**Your assignment**
Retype, word for word, each line between the lines holding "on free-space-block: Free" and "The height and width of the screenshot is (769, 532).", inclusive, and leave the rest of the data alone.

**Provided material**
<<<<
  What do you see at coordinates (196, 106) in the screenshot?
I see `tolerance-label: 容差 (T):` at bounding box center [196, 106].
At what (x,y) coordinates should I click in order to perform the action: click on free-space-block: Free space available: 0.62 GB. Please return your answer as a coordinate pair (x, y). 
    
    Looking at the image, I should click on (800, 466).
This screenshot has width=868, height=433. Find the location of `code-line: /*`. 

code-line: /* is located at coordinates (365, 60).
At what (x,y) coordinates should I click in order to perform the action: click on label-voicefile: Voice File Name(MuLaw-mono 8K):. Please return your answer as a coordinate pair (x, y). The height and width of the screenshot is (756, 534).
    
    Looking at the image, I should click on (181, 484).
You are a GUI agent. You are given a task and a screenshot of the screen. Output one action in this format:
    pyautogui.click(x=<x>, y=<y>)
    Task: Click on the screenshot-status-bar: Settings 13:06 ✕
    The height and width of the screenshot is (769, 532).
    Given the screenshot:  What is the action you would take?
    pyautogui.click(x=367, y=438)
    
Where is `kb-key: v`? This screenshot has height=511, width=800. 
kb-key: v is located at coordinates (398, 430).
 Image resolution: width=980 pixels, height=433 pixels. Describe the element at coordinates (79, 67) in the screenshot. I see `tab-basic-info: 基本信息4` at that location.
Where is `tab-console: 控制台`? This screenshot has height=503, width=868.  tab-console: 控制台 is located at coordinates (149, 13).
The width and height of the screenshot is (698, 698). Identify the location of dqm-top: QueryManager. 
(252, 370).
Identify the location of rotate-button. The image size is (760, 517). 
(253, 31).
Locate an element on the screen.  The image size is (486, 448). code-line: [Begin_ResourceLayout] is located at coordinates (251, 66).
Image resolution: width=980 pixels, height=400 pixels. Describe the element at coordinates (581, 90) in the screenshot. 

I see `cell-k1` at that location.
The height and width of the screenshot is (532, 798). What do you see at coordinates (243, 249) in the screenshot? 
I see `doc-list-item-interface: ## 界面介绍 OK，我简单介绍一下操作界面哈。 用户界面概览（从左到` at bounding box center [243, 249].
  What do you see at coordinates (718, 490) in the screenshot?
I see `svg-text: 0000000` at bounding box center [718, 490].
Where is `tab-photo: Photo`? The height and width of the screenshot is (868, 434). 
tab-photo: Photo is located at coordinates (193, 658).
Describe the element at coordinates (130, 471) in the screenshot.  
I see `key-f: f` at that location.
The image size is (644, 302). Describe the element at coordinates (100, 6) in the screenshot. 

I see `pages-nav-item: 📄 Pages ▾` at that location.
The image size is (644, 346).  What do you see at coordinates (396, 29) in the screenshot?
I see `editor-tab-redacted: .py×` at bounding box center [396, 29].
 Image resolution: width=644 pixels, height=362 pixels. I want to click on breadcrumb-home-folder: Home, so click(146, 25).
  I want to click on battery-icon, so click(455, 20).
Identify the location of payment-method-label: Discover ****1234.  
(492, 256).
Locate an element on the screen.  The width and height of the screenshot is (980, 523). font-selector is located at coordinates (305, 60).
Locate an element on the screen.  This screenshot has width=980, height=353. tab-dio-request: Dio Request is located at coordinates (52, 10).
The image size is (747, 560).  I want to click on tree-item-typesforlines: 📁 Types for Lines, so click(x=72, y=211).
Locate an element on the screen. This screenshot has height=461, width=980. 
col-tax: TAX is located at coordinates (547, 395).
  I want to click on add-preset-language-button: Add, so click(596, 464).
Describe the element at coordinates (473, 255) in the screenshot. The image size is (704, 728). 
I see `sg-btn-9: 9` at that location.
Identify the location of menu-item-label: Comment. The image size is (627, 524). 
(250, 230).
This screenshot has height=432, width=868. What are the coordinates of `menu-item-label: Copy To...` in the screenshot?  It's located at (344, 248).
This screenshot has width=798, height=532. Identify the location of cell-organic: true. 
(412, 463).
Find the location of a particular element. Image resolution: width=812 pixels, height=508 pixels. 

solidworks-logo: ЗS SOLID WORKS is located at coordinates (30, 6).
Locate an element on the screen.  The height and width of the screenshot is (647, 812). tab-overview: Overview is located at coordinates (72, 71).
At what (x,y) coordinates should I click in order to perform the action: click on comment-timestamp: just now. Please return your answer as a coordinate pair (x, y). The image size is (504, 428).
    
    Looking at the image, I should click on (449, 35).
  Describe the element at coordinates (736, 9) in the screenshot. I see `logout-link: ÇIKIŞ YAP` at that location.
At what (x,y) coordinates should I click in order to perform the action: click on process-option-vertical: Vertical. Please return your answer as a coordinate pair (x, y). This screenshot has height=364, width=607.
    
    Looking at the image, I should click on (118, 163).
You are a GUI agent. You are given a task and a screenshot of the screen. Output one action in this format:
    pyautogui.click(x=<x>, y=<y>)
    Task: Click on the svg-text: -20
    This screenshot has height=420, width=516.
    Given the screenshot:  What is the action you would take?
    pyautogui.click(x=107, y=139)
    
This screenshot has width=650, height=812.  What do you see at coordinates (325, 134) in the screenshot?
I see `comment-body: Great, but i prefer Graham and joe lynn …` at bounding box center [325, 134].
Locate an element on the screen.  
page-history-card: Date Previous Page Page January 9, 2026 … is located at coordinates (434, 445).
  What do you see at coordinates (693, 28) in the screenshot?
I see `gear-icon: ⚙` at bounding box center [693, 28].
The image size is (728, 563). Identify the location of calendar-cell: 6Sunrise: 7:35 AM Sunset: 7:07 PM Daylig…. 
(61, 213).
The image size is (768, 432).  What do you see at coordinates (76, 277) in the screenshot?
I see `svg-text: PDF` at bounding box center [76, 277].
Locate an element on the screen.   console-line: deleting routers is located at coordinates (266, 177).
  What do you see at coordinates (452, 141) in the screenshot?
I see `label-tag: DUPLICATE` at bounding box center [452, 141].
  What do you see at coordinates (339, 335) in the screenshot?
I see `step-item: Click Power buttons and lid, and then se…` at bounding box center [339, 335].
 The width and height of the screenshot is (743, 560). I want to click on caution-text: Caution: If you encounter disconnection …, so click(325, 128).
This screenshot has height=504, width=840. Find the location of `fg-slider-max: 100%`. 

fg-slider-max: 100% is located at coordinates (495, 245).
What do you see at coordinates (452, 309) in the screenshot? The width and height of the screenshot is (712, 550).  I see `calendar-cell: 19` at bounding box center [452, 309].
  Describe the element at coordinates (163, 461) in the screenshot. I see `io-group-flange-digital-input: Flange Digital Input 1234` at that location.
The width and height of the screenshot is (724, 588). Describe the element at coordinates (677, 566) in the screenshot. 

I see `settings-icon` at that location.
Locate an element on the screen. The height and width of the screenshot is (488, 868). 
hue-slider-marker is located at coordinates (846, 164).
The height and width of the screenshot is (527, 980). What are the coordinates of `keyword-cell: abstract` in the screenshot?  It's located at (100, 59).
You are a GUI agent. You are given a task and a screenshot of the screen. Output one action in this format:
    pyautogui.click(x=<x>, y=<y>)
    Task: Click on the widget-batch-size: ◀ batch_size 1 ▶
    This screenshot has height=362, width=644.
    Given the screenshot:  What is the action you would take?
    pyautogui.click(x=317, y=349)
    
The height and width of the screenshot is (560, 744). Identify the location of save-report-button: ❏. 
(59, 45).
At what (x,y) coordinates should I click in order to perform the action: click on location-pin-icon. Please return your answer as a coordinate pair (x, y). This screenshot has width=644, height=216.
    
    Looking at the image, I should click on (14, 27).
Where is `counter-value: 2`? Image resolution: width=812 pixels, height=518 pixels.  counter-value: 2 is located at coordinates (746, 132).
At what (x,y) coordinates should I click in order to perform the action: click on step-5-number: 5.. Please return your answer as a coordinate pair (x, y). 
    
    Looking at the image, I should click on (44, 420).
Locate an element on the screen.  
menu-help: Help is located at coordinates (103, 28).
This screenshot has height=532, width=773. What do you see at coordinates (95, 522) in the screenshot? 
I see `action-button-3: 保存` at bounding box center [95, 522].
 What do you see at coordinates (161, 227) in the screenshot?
>>>>
**Response for this exercise**
At what (x,y) coordinates should I click in order to perform the action: click on free-space-block: Free space available: 0.62 GB. Please return your answer as a coordinate pair (x, y). 
    
    Looking at the image, I should click on (800, 466).
This screenshot has width=868, height=433. Find the location of `code-line: /*`. 

code-line: /* is located at coordinates (365, 60).
At what (x,y) coordinates should I click in order to perform the action: click on label-voicefile: Voice File Name(MuLaw-mono 8K):. Please return your answer as a coordinate pair (x, y). The height and width of the screenshot is (756, 534).
    
    Looking at the image, I should click on (181, 484).
You are a GUI agent. You are given a task and a screenshot of the screen. Output one action in this format:
    pyautogui.click(x=<x>, y=<y>)
    Task: Click on the screenshot-status-bar: Settings 13:06 ✕
    The height and width of the screenshot is (769, 532).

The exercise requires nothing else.